Back in December 2017, I started working on something I called Elmish-Wasm, which was just an experimental repo to compile something Elm-like to Wasm. I made some progress, but the helpful people I talked and I came to the conclusion that most of what I had so far (Haskell and Regex to interpret .elm files into rudimentary wasm) was something the Elm compiler and the Elm AST already did. Writing that code was a lot of fun, but maybe not the most valuable way to explore Elm and WebAssembly. Before jumping back into this project I would like to record the important facts and questions related to compiling Elm to Wasm.
A lot of people talk about Web Assembly as if its C++ that runs in the browser. Thats not the case. This belief must come from that fact that C can currently compile to web assembly. Wasm is human-unreadable bytecode. There is a human-readable version of wasm, called wat. It looks like this..
;; A function that adds two numbers
(module
(func $addTwo (param i32 i32) (result i32)
get_local 0
get_local 1
i32.add
)
(export "addTwo" (func $addTwo))
)
This code exports a function called addTwo
into JavaScript. It adds two numbers together..
Every animation frame the Elm virtual dom builds a virtual representation of the html page, finds the differences with a virtual representation of the prior html page, and then implements those differences in the dom. If that entire process could happen in Wasm, the virtual dom would become much faster. We would like to minimize the fixed performance cost of crossing into Wasm from JavaScript, which ideally would only happen twice per animation frame: once to show Wasm the new model, and once for Wasm to show JavaScript the changes that need to be made to the existing Html.
A step farther would be to keep the Elm application's model in Wasm entirely, so it doesnt have to cross into Wasm from JavaScript at all.
Wasm isnt really like C syntax, and it seems to resemble ML syntax in the way that functions are naturally applied to whatever preceeding byte values happen to be there. Heres what I mean
i32.const 3
i32.const 4
i32.add
This code initializes a value of 3, then initializes a value of 4, and then adds them together. The add function has no "awareness" of what the two preceeding values are, it just adds whatever they may be together. Web assembly functions cannot return functions, so pretty plainly precludes currying.
But there must be some way to curry. One hint might be to not compile Elm functions to Wasm functions directly. For example, consider this snippet..
i32.const 1
i32.add
This snippet is basically waiting for a value to be put above the top line so it can add one to it. Its basically a function, and if it could just be inserted or applied to other snippets of wasm it would be. Dynamically generating wasm snippets sounds impossible or greatly inefficient. But I am probably missing something, since programming languages that do curry do compile to assembly. There must be a way.
Of course we dont have to compile Elm to Wasm. We could compile it to C and then Wasm. But I dont know that C is any more capable of currying than Wasm. Googling "currying in C" shows real results, but I dont take that to mean its fully possible in the narrow context of web assembly.
Wasm is really fast. Most people understandably dont feel like performance is a priority; but others are trying to get websites to render in as few milliseconds as possible after page load, and others still are making software that actually does struggle to run given the performance constraints of the browser. Performance is good, some times necessary, but at least cant hurt.
But its not the raw performance thats really interesting. Whats a lot more interesting is the potential features high performance code could unlock. Today if you wanted a super high resolution computer generated video or a complicated 3D rendering, its probably out of reach of your users CPU. If the performance is there then its not out of reach. Today you can write JavaScript that compiles to a mobile app, but its an inferior option because the performance isnt there. More performance means JavaScript is a more valuable and more universal development tool on more platforms.
My personal hope, is that WebAssembly can bring all of Web Development back down to the very basics of computing, whereupon web development can build itself back up, free of the old ways of html and css. The performance doesnt matter, so much as the performance makes it viable to build new web fundamentals from scratch. WebAssembly is a way to escape the legacy of the internet.
Whenever you bridge between two programming languages, theres always a huge performance penalty per crossing. Minimizing this penalty means maximizing the amount of run time that happens on the wasm side of JavaScript to Wasm connection. Excluding this fixed performance penalty, the best estimate I have come to, is that Wasm code takes 3% as long to run as JavaScript code.
Hey @PixelPartner
Sorry I just saw your messages now.
That has got me thinking, ASM.js must be able compile curried functions right? Thats a great lead! Thanks.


▶ _Exercise aim_
All that is wanted is a word-for-word copy of the data from its first line to the line containing "Image resolution: width=936", both included.

▶ _Collection entries_
▬▬▬▬▬▬
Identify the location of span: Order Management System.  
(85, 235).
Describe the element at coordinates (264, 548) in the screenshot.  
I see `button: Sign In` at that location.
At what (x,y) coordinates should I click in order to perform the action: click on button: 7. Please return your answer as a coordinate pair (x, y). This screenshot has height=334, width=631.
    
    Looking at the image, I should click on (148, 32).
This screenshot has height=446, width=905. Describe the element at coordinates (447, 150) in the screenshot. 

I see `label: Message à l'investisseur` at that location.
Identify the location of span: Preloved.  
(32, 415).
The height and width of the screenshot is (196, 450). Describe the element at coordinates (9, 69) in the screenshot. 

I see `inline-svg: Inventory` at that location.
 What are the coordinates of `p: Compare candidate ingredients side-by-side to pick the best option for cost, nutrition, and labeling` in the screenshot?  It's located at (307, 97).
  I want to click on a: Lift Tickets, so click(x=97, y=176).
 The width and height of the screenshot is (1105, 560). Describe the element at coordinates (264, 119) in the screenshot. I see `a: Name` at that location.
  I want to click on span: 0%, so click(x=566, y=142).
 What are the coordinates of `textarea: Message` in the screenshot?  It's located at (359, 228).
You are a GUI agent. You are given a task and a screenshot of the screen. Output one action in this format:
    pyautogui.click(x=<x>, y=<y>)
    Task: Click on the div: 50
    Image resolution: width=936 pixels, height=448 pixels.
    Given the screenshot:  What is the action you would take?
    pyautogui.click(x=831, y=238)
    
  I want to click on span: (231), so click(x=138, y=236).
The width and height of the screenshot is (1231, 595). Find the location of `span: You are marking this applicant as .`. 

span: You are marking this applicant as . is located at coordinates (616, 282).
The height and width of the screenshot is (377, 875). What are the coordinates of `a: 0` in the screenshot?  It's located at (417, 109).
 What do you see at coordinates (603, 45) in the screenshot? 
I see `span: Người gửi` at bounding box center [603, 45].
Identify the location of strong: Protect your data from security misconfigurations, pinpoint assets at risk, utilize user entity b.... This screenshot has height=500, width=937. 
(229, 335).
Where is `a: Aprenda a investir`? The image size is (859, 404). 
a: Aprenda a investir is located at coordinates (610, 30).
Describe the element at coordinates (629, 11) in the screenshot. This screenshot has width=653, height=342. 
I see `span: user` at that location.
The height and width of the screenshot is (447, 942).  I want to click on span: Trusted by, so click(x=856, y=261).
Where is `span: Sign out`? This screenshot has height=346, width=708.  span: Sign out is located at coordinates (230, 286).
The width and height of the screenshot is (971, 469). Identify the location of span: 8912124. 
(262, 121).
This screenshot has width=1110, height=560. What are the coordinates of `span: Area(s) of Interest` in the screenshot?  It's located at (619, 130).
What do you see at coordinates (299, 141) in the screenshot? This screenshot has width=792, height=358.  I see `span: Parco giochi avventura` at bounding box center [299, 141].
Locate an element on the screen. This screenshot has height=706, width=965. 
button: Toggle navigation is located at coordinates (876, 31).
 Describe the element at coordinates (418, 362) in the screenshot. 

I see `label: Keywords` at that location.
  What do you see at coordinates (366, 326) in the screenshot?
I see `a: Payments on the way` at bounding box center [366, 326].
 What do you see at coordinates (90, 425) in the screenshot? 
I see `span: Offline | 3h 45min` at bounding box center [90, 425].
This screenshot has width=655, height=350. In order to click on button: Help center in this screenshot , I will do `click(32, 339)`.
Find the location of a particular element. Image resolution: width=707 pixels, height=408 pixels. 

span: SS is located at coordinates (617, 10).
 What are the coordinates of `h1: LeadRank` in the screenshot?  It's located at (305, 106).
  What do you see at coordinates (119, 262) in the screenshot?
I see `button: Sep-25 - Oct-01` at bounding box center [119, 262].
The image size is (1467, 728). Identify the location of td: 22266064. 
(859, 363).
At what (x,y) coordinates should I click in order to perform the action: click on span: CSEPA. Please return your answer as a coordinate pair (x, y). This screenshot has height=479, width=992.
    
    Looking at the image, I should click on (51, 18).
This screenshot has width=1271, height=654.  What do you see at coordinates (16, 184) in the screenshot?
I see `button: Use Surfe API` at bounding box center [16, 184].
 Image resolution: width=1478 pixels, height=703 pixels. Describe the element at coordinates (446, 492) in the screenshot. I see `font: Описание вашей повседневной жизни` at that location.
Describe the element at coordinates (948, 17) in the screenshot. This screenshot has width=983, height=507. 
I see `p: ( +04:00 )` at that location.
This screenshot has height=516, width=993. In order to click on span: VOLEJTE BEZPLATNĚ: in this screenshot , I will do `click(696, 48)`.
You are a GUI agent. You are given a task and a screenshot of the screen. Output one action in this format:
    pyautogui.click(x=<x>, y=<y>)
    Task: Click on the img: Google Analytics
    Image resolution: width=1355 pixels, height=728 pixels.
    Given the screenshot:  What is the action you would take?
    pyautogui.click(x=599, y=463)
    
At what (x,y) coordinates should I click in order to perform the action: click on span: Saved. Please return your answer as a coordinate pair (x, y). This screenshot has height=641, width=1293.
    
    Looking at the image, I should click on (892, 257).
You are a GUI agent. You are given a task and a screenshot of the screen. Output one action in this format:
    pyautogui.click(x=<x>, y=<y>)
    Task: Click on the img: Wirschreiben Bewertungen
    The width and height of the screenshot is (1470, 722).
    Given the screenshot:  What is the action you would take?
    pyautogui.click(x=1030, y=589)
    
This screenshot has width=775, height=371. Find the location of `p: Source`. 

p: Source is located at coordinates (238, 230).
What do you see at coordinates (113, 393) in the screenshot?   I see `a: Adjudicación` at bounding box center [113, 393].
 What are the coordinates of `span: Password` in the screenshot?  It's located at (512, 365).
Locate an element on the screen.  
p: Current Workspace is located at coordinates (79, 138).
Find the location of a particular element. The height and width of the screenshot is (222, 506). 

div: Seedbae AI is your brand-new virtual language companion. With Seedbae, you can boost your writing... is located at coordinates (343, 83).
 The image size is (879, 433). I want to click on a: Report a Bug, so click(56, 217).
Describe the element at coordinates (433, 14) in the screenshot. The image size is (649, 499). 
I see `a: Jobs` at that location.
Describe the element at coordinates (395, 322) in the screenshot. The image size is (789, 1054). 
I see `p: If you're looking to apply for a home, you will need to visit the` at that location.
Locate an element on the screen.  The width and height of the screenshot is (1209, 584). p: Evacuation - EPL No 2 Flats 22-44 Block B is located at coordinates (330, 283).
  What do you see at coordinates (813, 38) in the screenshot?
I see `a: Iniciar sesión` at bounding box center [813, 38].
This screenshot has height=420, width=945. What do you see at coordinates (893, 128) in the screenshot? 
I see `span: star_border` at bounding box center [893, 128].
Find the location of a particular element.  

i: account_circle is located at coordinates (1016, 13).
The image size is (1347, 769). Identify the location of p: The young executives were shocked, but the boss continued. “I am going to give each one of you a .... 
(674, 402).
▬▬▬▬▬▬
▶ _The completed task_
Identify the location of span: Order Management System.  
(85, 235).
Describe the element at coordinates (264, 548) in the screenshot.  
I see `button: Sign In` at that location.
At what (x,y) coordinates should I click in order to perform the action: click on button: 7. Please return your answer as a coordinate pair (x, y). This screenshot has height=334, width=631.
    
    Looking at the image, I should click on (148, 32).
This screenshot has height=446, width=905. Describe the element at coordinates (447, 150) in the screenshot. 

I see `label: Message à l'investisseur` at that location.
Identify the location of span: Preloved.  
(32, 415).
The height and width of the screenshot is (196, 450). Describe the element at coordinates (9, 69) in the screenshot. 

I see `inline-svg: Inventory` at that location.
 What are the coordinates of `p: Compare candidate ingredients side-by-side to pick the best option for cost, nutrition, and labeling` in the screenshot?  It's located at (307, 97).
  I want to click on a: Lift Tickets, so click(x=97, y=176).
 The width and height of the screenshot is (1105, 560). Describe the element at coordinates (264, 119) in the screenshot. I see `a: Name` at that location.
  I want to click on span: 0%, so click(x=566, y=142).
 What are the coordinates of `textarea: Message` in the screenshot?  It's located at (359, 228).
You are a GUI agent. You are given a task and a screenshot of the screen. Output one action in this format:
    pyautogui.click(x=<x>, y=<y>)
    Task: Click on the div: 50
    Image resolution: width=936 pixels, height=448 pixels.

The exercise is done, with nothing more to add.